Grazed and confused? New report evaluates the climate impact of grazing livestock

03 October 2017

Grazed_and_confused_cows_2

Is there such a thing as a climatically-guilt-free steak? Are grazing livestock climate villains or climate saviours? A new report by an international research collaboration led by the Food Climate Research Network (FCRN), part of the Oxford Martin Programme on the Future of Food, provides an authoritative answer to these questions.

The new report Grazed and confused? helps add clarity to the debate around livestock farming and meat and dairy consumption.

14.5 % of all human made greenhouse gas emissions come from the livestock sector as a whole. There is however some confusion and disagreement in the debate about the climate impacts of grazing livestock (and particularly grass-fed beef).

Some commentators have argued that well-managed grazing can remove carbon dioxide from the atmosphere and sequester it in soils, and that these removals can substantially compensate for, or even exceed, all other emissions from the livestock that are doing the grazing. In this way, grass-fed beef has been offered by some as a climate solution, rather than a problem.

Written by FCRN’s Dr Tara Garnett in collaboration with Cécile Godde of CSIRO and a team of international experts, this report dissects claims made by different stakeholders in the debate, and evaluates them against the best available science. This report finds that better management of grass-fed livestock do not hold a solution to climate change as only under very specific conditions can they help sequester carbon. This sequestering of carbon is even then small, time-limited, reversible and substantially outweighed by the greenhouse gas emissions these grazing animals generate. Dr Garnett explains the key takeaways from this report:

“This report concludes that grass-fed livestock are not a climate solution. Grazing livestock are net contributors to the climate problem, as are all livestock. Rising animal production and consumption, whatever the farming system and animal type, is causing damaging greenhouse gas release and contributing to changes in land use. Ultimately, if high consuming individuals and countries want to do something positive for the climate, maintaining their current consumption levels but simply switching to grass-fed beef is not a solution. Eating less meat, of all types, is.”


Every line containing "Step" should be identified and copied from the data below.
--- Material provided ---
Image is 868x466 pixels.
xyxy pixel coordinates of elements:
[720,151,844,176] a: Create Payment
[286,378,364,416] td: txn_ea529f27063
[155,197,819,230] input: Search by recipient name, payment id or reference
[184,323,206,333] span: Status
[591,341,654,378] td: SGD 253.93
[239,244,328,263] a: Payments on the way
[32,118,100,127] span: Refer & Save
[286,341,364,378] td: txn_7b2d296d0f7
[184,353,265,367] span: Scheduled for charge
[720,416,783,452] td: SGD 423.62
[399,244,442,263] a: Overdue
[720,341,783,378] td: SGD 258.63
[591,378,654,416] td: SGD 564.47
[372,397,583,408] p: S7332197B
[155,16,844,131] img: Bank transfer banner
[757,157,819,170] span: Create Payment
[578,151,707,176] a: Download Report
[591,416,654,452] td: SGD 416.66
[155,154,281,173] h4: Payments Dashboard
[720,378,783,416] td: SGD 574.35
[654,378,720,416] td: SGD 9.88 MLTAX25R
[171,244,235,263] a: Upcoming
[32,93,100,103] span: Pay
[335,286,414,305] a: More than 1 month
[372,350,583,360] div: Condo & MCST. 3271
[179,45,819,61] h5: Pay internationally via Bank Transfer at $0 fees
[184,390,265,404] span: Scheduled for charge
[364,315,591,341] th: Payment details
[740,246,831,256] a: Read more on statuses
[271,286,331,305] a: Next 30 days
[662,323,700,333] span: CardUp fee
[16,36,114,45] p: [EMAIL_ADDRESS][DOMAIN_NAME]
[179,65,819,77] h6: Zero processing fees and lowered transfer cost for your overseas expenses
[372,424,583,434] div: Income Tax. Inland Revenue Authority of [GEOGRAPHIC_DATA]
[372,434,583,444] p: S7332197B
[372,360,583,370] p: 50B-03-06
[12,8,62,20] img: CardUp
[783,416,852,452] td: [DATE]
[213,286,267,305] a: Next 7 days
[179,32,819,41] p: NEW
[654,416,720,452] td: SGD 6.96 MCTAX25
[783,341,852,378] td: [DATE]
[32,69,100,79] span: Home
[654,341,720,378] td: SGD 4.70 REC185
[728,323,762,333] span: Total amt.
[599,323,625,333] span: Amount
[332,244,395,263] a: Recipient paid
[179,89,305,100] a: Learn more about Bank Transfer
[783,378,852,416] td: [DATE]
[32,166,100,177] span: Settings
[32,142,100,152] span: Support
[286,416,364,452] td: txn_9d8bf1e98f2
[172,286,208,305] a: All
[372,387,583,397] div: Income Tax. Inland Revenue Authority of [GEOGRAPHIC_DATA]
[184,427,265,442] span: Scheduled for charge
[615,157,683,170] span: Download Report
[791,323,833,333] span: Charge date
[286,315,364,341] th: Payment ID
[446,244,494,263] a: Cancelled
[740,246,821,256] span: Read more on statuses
---
--- Material provided ---
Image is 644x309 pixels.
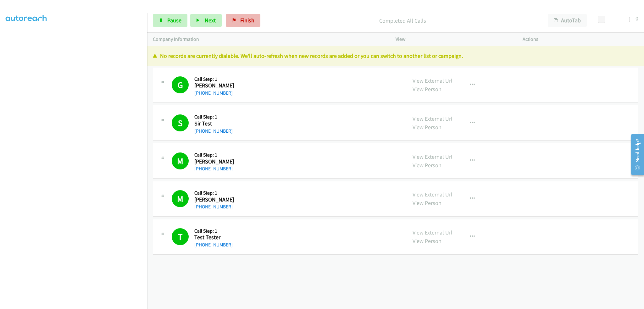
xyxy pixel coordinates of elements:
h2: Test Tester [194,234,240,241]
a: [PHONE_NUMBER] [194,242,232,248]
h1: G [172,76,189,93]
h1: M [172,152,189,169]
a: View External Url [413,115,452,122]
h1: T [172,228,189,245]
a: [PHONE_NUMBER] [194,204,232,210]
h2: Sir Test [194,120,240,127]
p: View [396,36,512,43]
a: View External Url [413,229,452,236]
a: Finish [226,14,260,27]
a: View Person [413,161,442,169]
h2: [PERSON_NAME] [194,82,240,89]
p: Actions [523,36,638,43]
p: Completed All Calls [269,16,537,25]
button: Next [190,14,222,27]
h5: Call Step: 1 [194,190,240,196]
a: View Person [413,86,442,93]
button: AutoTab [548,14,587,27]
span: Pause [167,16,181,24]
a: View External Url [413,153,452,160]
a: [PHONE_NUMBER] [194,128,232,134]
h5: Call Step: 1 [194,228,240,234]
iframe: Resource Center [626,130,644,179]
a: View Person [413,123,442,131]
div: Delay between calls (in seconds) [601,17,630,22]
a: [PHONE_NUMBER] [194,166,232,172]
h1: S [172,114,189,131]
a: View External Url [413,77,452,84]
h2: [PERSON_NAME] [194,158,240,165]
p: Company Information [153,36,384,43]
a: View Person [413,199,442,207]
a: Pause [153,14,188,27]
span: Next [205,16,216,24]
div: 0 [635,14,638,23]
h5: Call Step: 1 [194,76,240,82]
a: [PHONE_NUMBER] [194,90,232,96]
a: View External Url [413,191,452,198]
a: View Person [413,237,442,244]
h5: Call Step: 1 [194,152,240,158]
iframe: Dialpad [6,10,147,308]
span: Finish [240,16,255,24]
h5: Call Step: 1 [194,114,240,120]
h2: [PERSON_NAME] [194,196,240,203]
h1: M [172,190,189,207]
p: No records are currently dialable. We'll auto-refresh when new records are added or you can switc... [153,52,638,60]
---
--- Material provided ---
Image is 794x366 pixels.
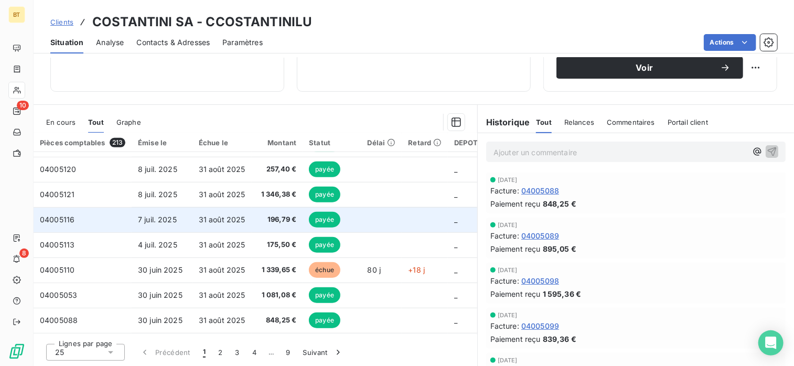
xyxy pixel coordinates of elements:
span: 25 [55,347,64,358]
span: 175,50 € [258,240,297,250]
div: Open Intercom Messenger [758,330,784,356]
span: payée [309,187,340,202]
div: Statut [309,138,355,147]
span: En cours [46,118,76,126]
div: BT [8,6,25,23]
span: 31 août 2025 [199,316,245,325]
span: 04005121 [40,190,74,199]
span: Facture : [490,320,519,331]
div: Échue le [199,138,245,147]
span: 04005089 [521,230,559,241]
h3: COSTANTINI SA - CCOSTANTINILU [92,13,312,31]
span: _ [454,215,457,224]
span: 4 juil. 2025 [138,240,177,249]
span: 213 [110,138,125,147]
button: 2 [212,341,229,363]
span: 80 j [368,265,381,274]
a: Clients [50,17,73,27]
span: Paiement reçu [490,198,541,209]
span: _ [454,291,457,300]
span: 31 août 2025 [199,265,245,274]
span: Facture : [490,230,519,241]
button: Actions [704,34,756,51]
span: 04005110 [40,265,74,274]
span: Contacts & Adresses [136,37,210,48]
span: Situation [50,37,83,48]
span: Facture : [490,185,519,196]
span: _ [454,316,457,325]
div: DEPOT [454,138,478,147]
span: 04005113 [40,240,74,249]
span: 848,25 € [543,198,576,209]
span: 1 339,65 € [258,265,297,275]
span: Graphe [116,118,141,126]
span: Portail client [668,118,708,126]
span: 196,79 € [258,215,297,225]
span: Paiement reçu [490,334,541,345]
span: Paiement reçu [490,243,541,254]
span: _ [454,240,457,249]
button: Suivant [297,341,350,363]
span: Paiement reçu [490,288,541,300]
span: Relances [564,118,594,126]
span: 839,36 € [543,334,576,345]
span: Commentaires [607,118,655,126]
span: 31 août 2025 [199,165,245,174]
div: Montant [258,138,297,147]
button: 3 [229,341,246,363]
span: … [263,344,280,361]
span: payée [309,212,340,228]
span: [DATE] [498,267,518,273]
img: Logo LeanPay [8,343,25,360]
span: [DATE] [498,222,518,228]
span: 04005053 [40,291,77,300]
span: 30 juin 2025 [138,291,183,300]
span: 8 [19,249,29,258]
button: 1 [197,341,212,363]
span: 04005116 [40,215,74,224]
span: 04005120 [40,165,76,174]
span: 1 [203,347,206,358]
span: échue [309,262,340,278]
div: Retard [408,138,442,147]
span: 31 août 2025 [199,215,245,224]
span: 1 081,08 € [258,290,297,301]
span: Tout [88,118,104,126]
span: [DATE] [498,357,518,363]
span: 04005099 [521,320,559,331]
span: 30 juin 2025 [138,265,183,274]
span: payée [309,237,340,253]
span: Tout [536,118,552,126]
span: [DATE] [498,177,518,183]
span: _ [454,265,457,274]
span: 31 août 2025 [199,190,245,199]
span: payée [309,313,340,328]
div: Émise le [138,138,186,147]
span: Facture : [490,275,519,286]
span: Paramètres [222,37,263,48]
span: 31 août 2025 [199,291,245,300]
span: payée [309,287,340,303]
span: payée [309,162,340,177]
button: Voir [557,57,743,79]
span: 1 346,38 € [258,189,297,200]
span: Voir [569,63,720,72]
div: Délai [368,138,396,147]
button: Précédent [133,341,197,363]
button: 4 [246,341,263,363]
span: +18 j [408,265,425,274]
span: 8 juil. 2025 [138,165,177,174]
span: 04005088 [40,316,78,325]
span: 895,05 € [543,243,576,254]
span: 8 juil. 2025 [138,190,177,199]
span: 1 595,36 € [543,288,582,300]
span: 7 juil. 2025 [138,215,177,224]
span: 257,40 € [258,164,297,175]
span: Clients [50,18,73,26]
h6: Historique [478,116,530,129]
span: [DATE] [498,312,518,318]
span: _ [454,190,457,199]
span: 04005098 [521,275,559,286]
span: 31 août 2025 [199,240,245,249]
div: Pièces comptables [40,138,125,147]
---
Exercise answer
h5: Call Step: 1 [194,190,240,196]
h5: Call Step: 1 [194,228,240,234]
h5: Call Step: 1 [194,76,240,82]
h5: Call Step: 1 [194,152,240,158]
h5: Call Step: 1 [194,114,240,120]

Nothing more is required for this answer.